Nippon India Multi Cap Fund has returned 17.4% CAGR since 2005 with the lowest turnover in its category. The fund holds 123 stocks, 58 of them small-cap, and keeps 80-90% of small-cap exposure above ₹10,000 crore market cap.
SEBI's February 2021 multi-cap mandate requires at least 25% each in large-, mid-, and small-cap stocks. Of the 32 schemes in the category, only two – from Invesco and Nippon India – held a portfolio structure broadly aligned with the rule for more than seven years before it became formal.
Nippon India Multi Cap Fund (NMCF) has delivered the highest five-year return among multi-cap funds, with ₹53,411 crore in assets. Even before SEBI's 2021 rule, the fund kept 16-25% in small-caps while allocating at least a quarter each to large- and mid-cap names.
Launched in March 2005, NMCF has returned a compounded 17.4% annually since inception. Sailesh Raj Bhan has managed the fund from day one, providing two decades of continuity.
The fund evaluates investments on a three- to five-year horizon and often holds quality businesses longer. Its portfolio turnover ratio is about 29%, one of the lowest in the category, where the average runs near 80%. SBI and Infosys have stayed in the portfolio for nearly 20 years.
Stock selection rests on three pillars: business quality, management quality, and valuation. The fund targets companies with durable competitive advantages, capable management, and strong governance. It avoids businesses where future growth expectations are already priced in.
A key metric is return on equity (RoE). The fund prefers companies that can sustain or reach 15-20% RoE over the medium term, funding growth internally and limiting shareholder dilution.
NMCF also takes contrarian positions, looking at sectors where valuations have been compressed by temporary external factors rather than fundamental deterioration. It seeks under-owned stocks where investor interest has faded despite improving earnings.
Portfolio construction keeps 40-45% in large-caps, 25-30% in mid-caps, and 25-30% in small-caps. Multi-cap funds typically hold more stocks than other equity categories, especially in small-caps, to manage stock-specific and liquidity risk. WhiteOak Capital Multi Cap Fund and ICICI Prudential Multi Cap Fund held 179 and 162 stocks respectively as of May 2026. NMCF owns 123 stocks, 58 of them small-cap.
The fund manager approaches small-cap investing with a long-term lens, often holding positions for several years. Many companies now classified as small-caps have market capitalisations above ₹10,000 crore, making them more liquid than traditional small-cap names. NMCF puts 80-90% of its small-cap allocation into companies above that threshold; exposure below ₹5,000 crore accounts for less than 5% of the overall portfolio.
Currently, the fund is overweight on private sector banks, pharmaceuticals, consumer discretionary, and power. The fund manager finds private sector banks attractive because sustained foreign institutional selling over the past two years has depressed valuations. The fund is selectively underweight on IT services and metals. Its largest sector exposures are banks, retailing, and electrical equipment. Over the past year, allocations to pharmaceuticals, retailing, and consumer durables have increased, while exposure to finance, capital markets, and banks has been trimmed.
Over rolling five-year periods in the past seven years, NMCF delivered an average annualised return of 26%, compared with 22% for the Nifty500 Multicap 50:25:25 TRI. Annualised returns across those periods ranged from 18% to 36%. On a three-year rolling basis, the fund averaged 25%, ahead of the category average of 21%.
The regular plan charges 1.43% in expenses, below the category average of 1.93%. The direct plan's 0.72% is also slightly under the category average of 0.77%.
Multi-cap funds suit investors who want a single equity fund with exposure across market-cap segments. The mandated allocation provides large-cap stability while capturing mid- and small-cap growth potential. The compulsory small-cap exposure can create more volatility than flexi-cap funds during downturns. A five- to seven-year horizon is appropriate, ideally through systematic investment plans.
The multi-cap category has been excluded from bl.portfolio's MF star rating framework because only two schemes have a seven-year track record while adhering to the mandate.
Prepared with AlphaScala research tooling and grounded in primary market data: live prices, fundamentals, SEC filings, hedge-fund holdings, and insider activity. Each story is checked against AlphaScala publishing rules before release. Educational coverage, not personalized advice.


ABOUT THIS TASK:
Go through the data below and return each line where the string "Pacific" appears.

Source records:
BEGIN

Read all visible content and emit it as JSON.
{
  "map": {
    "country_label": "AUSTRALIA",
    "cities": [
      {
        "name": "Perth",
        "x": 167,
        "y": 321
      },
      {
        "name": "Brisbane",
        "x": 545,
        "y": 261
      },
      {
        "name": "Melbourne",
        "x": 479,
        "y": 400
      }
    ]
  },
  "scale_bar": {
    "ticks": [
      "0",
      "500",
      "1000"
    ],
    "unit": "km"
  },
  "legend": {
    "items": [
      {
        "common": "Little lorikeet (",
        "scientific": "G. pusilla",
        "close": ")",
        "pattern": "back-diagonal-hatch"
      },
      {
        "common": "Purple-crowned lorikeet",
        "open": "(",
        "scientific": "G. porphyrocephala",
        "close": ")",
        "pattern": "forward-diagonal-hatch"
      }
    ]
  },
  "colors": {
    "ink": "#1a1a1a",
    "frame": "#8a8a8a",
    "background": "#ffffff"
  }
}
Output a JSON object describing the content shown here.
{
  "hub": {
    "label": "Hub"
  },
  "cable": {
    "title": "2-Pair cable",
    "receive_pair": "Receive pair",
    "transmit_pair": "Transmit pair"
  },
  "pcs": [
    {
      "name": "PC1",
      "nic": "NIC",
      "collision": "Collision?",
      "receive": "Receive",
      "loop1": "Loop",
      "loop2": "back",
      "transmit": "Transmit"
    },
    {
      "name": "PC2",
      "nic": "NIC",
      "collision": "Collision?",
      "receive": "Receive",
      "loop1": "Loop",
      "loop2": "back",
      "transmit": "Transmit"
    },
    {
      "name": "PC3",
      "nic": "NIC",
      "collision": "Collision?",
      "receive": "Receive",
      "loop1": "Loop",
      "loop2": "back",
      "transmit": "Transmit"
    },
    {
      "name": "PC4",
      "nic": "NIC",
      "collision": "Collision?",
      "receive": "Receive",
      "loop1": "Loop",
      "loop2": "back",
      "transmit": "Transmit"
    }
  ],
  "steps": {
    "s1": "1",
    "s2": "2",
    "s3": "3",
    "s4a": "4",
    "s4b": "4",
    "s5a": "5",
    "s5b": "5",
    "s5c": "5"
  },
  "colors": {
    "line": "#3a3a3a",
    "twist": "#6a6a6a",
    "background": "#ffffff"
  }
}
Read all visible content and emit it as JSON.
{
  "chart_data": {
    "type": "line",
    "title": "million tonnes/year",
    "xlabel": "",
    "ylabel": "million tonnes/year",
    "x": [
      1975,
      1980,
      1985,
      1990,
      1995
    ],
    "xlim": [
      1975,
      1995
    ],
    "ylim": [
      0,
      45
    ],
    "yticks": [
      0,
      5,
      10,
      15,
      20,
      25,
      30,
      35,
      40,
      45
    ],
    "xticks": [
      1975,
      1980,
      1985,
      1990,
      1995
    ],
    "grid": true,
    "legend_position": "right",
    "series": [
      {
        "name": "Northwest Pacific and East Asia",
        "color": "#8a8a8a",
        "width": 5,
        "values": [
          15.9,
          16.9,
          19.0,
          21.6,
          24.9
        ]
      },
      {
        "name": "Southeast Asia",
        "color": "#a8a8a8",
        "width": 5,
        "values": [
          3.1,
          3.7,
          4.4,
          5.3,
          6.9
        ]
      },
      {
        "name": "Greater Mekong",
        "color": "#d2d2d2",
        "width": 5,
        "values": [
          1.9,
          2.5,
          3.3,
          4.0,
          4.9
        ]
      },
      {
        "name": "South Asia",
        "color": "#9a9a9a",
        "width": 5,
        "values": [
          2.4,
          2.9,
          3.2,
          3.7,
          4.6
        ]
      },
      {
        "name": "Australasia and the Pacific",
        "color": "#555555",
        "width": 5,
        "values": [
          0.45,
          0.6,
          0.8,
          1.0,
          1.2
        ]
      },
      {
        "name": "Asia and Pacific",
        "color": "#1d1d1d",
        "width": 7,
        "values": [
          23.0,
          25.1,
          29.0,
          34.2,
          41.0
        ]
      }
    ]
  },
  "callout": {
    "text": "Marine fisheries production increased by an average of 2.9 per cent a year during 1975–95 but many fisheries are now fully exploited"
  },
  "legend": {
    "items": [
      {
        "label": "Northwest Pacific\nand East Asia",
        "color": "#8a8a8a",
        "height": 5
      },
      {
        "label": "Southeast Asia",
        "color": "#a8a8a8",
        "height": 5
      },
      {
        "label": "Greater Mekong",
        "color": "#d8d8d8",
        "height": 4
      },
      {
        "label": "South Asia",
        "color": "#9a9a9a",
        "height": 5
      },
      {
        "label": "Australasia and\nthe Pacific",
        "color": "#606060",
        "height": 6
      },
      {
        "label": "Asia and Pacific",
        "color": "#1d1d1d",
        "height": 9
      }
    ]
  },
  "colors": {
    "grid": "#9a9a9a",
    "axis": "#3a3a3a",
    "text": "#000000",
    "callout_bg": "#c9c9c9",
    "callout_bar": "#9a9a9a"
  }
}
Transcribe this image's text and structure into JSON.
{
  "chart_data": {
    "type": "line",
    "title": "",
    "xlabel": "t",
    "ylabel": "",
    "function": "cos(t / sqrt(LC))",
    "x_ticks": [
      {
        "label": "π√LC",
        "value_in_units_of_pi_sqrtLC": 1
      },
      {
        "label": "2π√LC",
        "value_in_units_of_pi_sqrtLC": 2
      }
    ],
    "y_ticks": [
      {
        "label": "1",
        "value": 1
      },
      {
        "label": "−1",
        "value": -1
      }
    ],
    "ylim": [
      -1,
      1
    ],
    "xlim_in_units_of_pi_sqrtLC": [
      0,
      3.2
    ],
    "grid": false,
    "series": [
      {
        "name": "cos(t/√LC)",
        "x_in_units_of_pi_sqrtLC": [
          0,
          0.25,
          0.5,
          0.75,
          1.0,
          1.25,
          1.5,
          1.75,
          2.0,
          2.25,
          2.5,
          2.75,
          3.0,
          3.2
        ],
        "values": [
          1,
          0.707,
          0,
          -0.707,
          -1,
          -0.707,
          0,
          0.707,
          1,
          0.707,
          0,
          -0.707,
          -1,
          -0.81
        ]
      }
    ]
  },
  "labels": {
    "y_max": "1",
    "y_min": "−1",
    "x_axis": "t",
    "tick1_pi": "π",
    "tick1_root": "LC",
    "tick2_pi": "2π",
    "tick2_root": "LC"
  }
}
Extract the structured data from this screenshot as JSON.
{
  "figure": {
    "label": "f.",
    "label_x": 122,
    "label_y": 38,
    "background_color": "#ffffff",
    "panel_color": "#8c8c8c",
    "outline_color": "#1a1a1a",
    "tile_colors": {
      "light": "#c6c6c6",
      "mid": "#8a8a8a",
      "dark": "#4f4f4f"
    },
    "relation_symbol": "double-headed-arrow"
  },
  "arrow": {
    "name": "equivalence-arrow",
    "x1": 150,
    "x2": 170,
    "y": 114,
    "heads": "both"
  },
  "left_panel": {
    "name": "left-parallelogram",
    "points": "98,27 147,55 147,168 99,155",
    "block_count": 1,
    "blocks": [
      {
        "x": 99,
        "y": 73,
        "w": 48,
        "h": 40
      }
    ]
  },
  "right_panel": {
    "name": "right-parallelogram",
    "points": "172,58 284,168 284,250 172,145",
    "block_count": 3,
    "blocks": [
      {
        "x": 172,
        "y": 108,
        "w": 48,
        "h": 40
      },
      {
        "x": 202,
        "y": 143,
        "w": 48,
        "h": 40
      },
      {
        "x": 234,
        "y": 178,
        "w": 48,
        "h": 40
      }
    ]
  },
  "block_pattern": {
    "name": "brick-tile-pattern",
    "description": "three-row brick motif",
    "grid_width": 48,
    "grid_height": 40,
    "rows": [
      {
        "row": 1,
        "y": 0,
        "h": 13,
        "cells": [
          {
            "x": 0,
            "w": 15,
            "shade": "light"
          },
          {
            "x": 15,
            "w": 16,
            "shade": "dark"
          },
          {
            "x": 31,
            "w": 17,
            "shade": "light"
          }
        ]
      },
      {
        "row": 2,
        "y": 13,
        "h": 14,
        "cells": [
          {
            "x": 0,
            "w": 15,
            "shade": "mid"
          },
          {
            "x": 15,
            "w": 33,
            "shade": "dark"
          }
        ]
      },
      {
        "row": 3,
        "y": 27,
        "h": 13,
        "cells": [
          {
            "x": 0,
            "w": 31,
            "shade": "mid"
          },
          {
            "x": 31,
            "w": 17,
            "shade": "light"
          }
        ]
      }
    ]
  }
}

END

ANSWER FOR THIS EXERCISE:
        "name": "Northwest Pacific and East Asia",
        "name": "Australasia and the Pacific",
        "name": "Asia and Pacific",
        "label": "Northwest Pacific\nand East Asia",
        "label": "Australasia and\nthe Pacific",
        "label": "Asia and Pacific",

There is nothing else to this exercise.